By David Morgan
WASHINGTON (Reuters) – The hardline U.S. House Freedom Caucus responded to President Joe Biden’s $6.8 trillion budget proposal on Friday, with a list of demands including a near freeze on discretionary spending and an end to multiple programs, in exchange for raising the debt ceiling.
The caucus of at least 37 members, which can stymie legislation in the narrowly divided House of Representatives, issued a position paper that would keep defense spending flat and reset nondefense discretionary spending at pre-COVID-19 pandemic levels while holding annual spending growth to 1%.
Biden’s proposal and the hardline response are just early salvos in a budget negotiation that has higher-than-usual stakes because House Republicans have said they will not vote to lift the nation’s $31.4 trillion debt ceiling unless Biden agrees to spending cuts.
With the Senate narrowly controlled by Biden’s Democrats and the House narrowly held by Republicans, neither proposal is likely to pass unaltered.
Dubbed “Shrink Washington, Grow America,” the plan also calls for ending Biden’s student loan forgiveness program, rescinding unspent COVID-19 relief funding and recouping $80 billion allocated by Congress last year for the Internal Revenue Service.
House Freedom Caucus Chairman Scott Perry said the plan would mean a $131 billion spending cut for fiscal 2024, which begins on Oct. 1, and save $3 trillion over a decade.
The plan, which parallels some of the priorities being pursued by House Budget Committee Chairman Jodey Arrington, comes amid a standoff over the $31.4 trillion debt ceiling that has raised concerns about a political standoff between Biden and House Republicans that could lead to the nation’s first-ever default.
The House Freedom Caucus, whose members forced House Speaker Kevin McCarthy to endure 15 floor votes before being elected to his top post, is among a number of congressional groups hoping to influence the budget that Arrington’s panel is due to produce in coming weeks.
“America will not default on our debts unless President Biden chooses to do so,” Perry told reporters at a news conference. “To ensure America does not default on our debts, the House Freedom Caucus is offering a responsible solution.”
On Thursday, Biden unveiled a budget that would cut deficits by nearly $3 trillion over 10 years by raising taxes on those earning more than $400,000 a year. It would also increase federal spending in 2024 to $6.8 trillion from the $6.2 trillion expected to be spent in the current fiscal year.
“To president Biden: your budget is dead on arrival,” said Representative Byron Donalds, a House Freedom Caucus member.
Biden said the Freedom Caucus wants to retain $2 trillion in tax cuts enacted under former President Donald Trump, without imposing new tax levies on the wealthy. “And in addition to that, on top of that, they’re going to say we have to cut 25% of every program across the board,” Biden said. “I don’t know (that) there’s much to negotiate on.”
A House presentation on U.S. fiscal health by the nonpartisan Congressional Budget Office this week laid out 17 deficit-reduction options including several that contained either new or higher taxes.
Those with the biggest deficit-reducing potential were new consumption and payroll taxes, and new limits on tax deductions, each of which could cut the deficit by as much as $2.3 trillion-$3 trillion over a decade.
Spending cuts would have significantly less impact, the CBO said, according to a copy of its presentation posted online.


▸ Problem to work on
Where "their" occurs in a line of the entries below, copy that line.
------ Record set
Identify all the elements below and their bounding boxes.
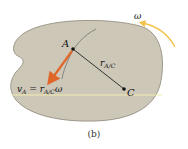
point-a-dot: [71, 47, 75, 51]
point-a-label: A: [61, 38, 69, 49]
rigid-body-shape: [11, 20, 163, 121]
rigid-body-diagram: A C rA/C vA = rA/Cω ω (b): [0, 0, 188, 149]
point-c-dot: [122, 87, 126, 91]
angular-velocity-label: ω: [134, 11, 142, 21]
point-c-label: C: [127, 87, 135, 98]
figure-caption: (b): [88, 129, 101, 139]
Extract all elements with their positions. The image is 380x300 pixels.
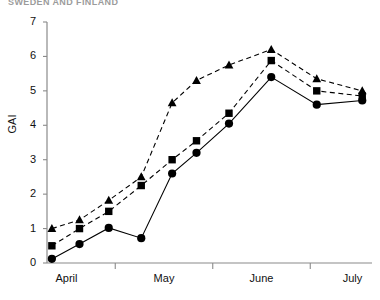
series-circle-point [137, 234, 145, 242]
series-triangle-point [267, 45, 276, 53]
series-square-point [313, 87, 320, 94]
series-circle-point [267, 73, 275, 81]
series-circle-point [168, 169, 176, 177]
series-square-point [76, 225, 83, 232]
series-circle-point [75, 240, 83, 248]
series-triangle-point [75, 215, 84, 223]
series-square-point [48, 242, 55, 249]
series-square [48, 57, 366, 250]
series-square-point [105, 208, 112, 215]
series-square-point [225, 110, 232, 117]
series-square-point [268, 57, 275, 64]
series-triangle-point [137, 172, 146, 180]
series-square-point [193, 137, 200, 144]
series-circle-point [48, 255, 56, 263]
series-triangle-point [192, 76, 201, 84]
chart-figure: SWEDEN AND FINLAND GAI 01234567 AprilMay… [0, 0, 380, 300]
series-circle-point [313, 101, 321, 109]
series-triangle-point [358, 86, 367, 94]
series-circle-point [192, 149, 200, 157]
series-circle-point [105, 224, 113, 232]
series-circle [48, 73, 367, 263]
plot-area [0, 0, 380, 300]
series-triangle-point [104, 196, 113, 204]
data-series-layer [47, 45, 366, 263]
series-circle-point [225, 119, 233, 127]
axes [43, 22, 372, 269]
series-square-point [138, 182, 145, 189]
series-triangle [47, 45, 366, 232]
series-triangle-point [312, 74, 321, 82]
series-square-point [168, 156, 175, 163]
------------
------ Record set
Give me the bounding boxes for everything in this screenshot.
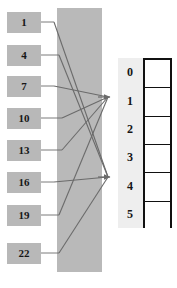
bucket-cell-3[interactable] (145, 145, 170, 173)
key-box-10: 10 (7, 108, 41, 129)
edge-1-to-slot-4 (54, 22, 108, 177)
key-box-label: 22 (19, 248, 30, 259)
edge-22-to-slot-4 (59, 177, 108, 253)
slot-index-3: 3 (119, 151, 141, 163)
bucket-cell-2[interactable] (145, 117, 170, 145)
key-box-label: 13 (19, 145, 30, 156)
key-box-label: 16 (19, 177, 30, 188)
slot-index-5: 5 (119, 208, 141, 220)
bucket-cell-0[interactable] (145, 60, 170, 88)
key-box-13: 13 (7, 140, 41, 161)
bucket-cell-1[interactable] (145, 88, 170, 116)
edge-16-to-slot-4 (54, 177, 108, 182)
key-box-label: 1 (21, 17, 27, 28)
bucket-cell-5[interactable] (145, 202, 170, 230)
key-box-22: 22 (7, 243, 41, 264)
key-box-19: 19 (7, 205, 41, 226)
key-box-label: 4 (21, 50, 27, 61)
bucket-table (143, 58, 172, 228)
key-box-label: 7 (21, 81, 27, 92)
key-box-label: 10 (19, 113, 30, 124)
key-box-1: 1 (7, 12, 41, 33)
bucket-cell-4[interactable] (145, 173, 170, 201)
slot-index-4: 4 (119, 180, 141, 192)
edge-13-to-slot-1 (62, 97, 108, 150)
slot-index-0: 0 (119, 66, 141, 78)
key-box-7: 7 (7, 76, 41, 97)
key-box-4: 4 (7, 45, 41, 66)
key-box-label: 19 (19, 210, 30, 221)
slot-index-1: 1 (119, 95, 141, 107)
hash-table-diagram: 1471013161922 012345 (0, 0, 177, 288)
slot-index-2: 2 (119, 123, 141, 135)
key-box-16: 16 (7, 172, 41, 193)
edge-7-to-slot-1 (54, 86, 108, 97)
------------
▸ Completed task
Identify all the elements below and their bounding boxes.
Extract all elements with their positions. The image is 380x300 pixels.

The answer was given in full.